Across the African continent, the pursuit for clean energy sources to accelerate the transition to net-zero carbon growth, has cast a perplexing spotlight on the politics and imaginaries of the region’s cityscapes. From the groundswell of resistance that met the introduction of emissions levy in Ghana to the animated court challenges mounted by South African NGOs like Earth Life against corporate and state actors, African cities have become the hotbed for the contentious bargains, articulations, and dilemmas around sustainable and inclusive transitions from fossil fuels towards clean energy.
This panel considers the intersections of energy and cities as the entry point into the interlocking imaginaries, power enactments, and socio-economic trade-offs that would define Africa’s response to the planetary climate crisis. Closer attention to the nexus of energy-based urban transformations in the region calls for a deeper interrogation of various lines of inquiry that lie at the heart this panel; Theoretically, how does various iterations of energy, in its cleaner or dirty form, ignite distinctive temporalities and imaginaries? In other words, how do energy forms frame the past, present, and future the cityscape, and what specific teleologies do such time reckonings proffer for how the cityscape is rendered at multiple scales in the form of nostalgia, hope, anxiety, spontaneity, or inclusivity? Equally relevant is the more empirical question of how can we best capture the ways various energy sources cohabit in the aesthetic, technological, governance, socio-economic and political milieu of Africa’s cities, and the pathways they offer for (re)imagining the problems and solutions for sustainable energy transitions?
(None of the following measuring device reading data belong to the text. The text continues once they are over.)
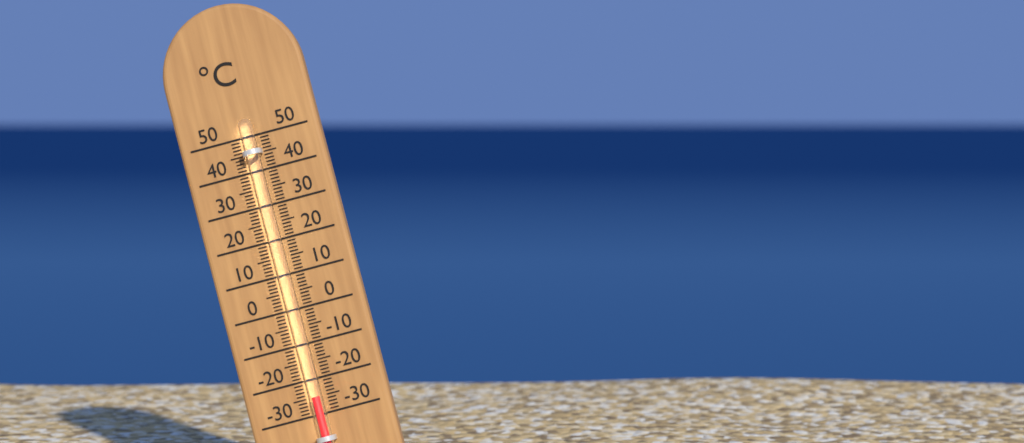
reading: -25 °C
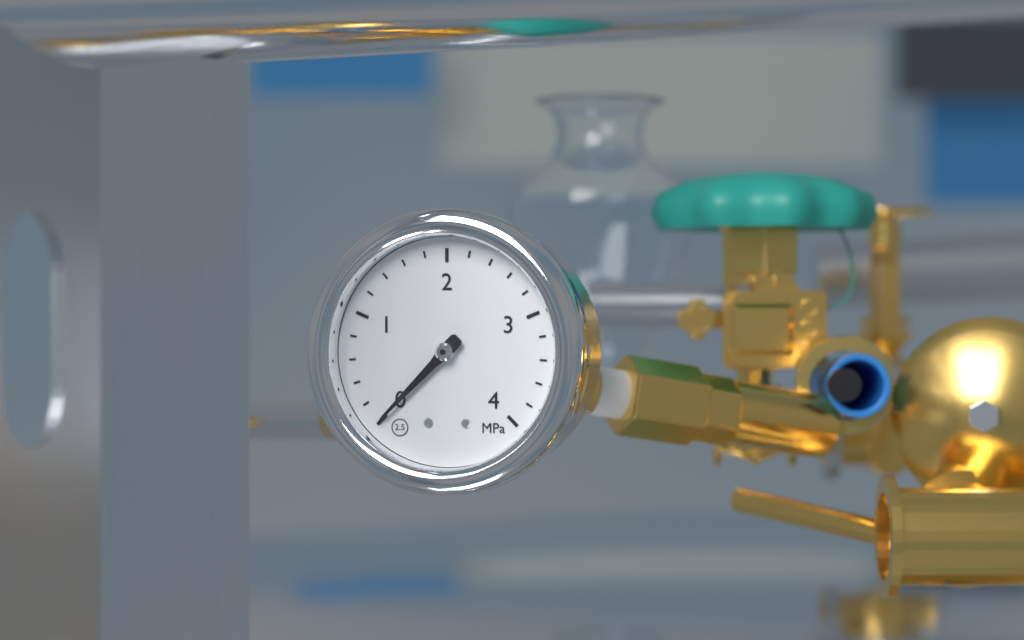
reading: 0.0 MPa
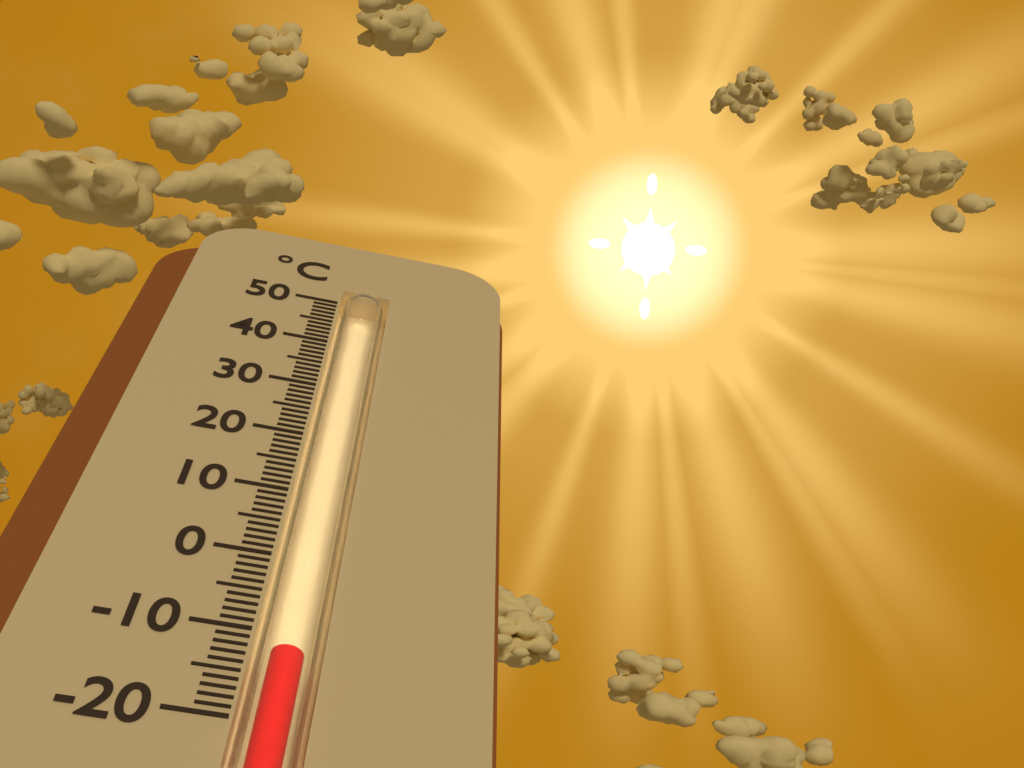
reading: -12 °C
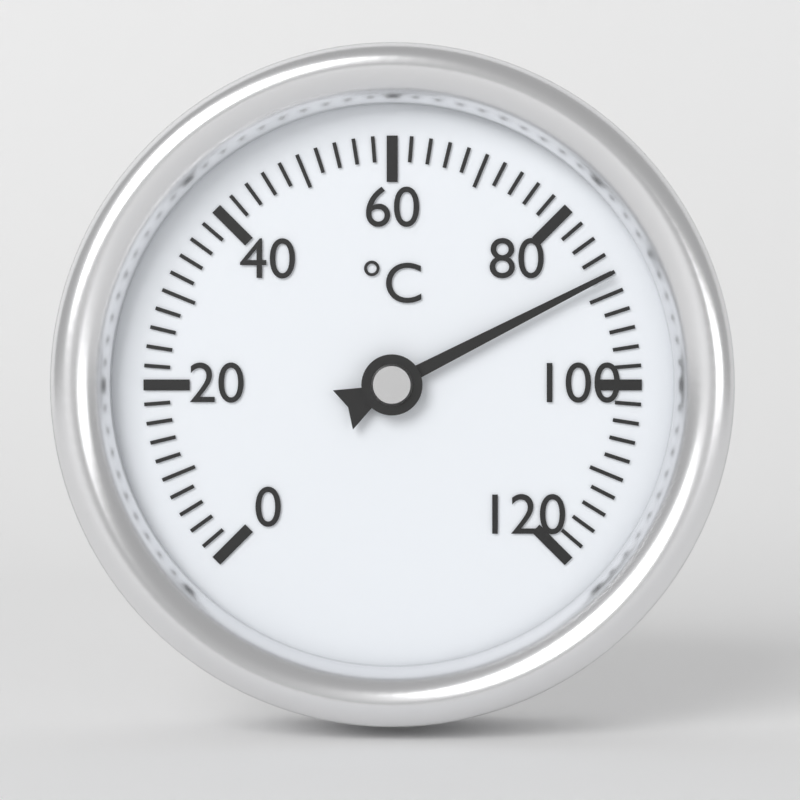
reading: 88 °C
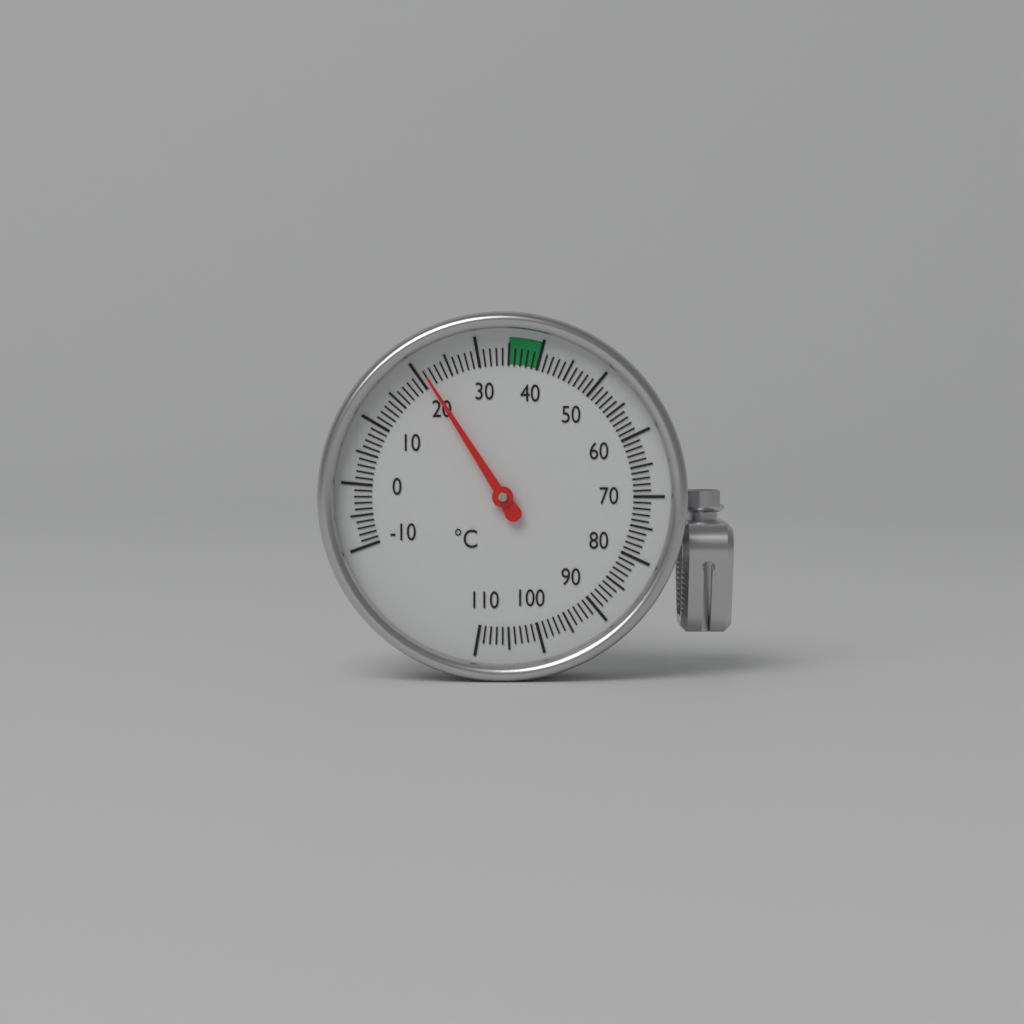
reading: 21 °C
The convenors thereby invite papers that offer a refreshing theoretical and empirical take on the region’s vexing issues associated with sustainable energy transitions and urbanization. Topics of relevance include not only the histories and futures of the city’s-built environment like architecture, technologies, and transport systems, but also the mobilities, rhetorics, innovations, networks, and tensions that are shaping governance and politics of energy-based energy transformations. We are particularly interested in abstracts that have publication potential, drawing from varied interdisciplinary works on cities and energy, while applying innovative methodologies to unpack the material and temporal spaces and contestations that are shaping imaginaries of Africa’s urbanscapes. The panel is part of a broader project “Fuming Cities: African Network for Ideas on Cities and Energy (Africa-NICE),” which is funded by the research collaboration grant by the Royal Society of Edinburgh.
This panel is part of a broader funded project that I led with 2 other colleagues: Mohammad Amir Anwar, Centre of African Studies, University of Edinburgh & Pius Siakwah, Institute of African Studies University of Ghana.